Cepheid Calibration of the Peak Brightness of Type Ia Supernovae. XI. SN 1998aq in NGC 3982
Cepheid Calibrations of Modern Type Ia Supernovae: Implications for the Hubble Constant
Cepheid Distances to SNe Ia Host Galaxies Based on a Revised Photometric Zero Point of the HST WFPC2 and New PL Relations and Metallicity Corrections
Gone without a bang: an archival HST survey for disappearing massive stars
Optical Identification of Cepheids in 19 Host Galaxies of Type Ia Supernovae and NGC 4258 with the Hubble Space Telescope
Reddening, Absorption, and Decline Rate Corrections for a Complete Sample of Type Ia Supernovae Leading to a Fully Corrected Hubble Diagram to v < 30,000 km s-1
The distance to Supernova 1998aq in NGC 3982
The extra-galactic Cepheid distance scale from LMC and Galactic period-luminosity relations
The Hubble Constant: A Summary of the Hubble Space Telescope Program for the Luminosity Calibration of Type Ia Supernovae by Means of Cepheids
Instrument
WFPC2, WFPC2/PC, WFPC2/WFC
Temporal Coverage
2000-03-20T11:19:14Z/2000-05-12T17:45:54Z
Version
1.0
Mission Description
Launched in 1990, the NASA/ESA Hubble Space Telescope remains the premier UV and visible light telescope in orbit. With well over 1.6 million observations from 10 different scientific instruments, the ESA Hubble Science Archive is a treasure trove of astronomical data to be exploited.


=== INSTRUCTIONS FOR THE TASK ===
Give an exact reproduction of the lines from the one with "The width and" to the final line of the entries below, both ends included, and omit the pictures.

=== DATA IN THIS EXERCISE ===
════════════════

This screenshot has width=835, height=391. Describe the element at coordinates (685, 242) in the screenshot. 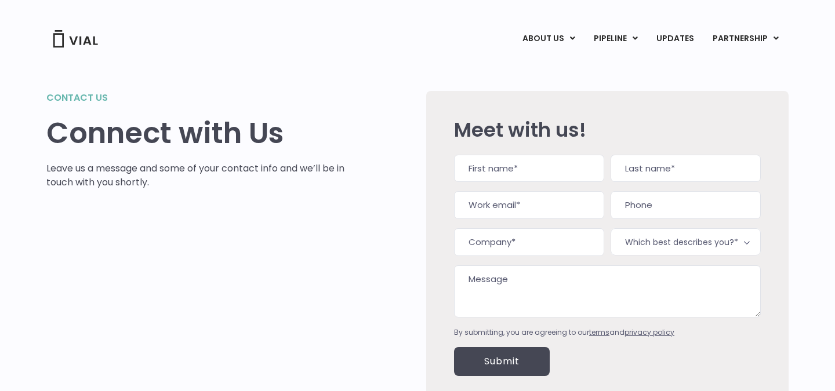

I see `span: Which best describes you?*` at that location.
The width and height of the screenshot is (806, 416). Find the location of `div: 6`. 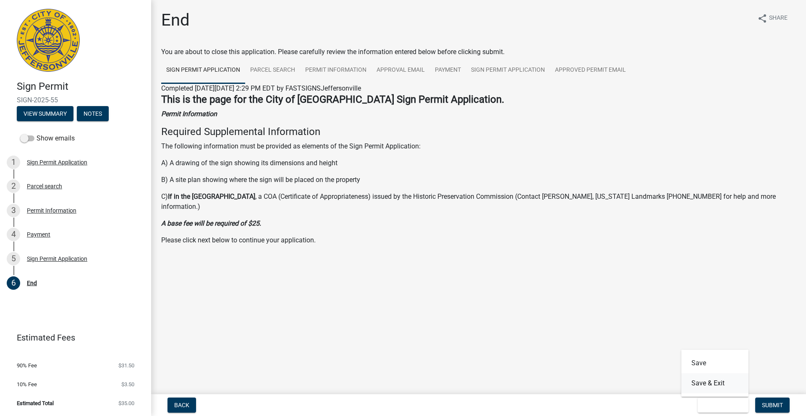

div: 6 is located at coordinates (13, 283).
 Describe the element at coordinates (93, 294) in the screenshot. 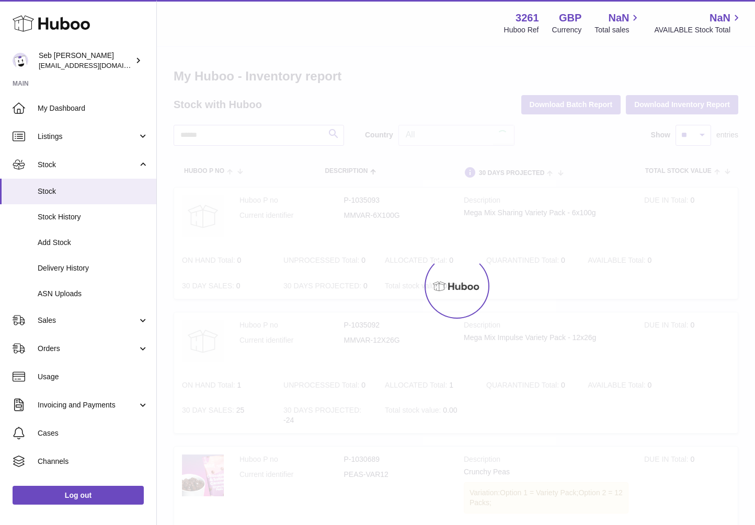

════════════════

=== RESULT OF THIS TASK ===
The width and height of the screenshot is (806, 416). Find the location of `div: 6`. 

div: 6 is located at coordinates (13, 283).
 Describe the element at coordinates (93, 294) in the screenshot. 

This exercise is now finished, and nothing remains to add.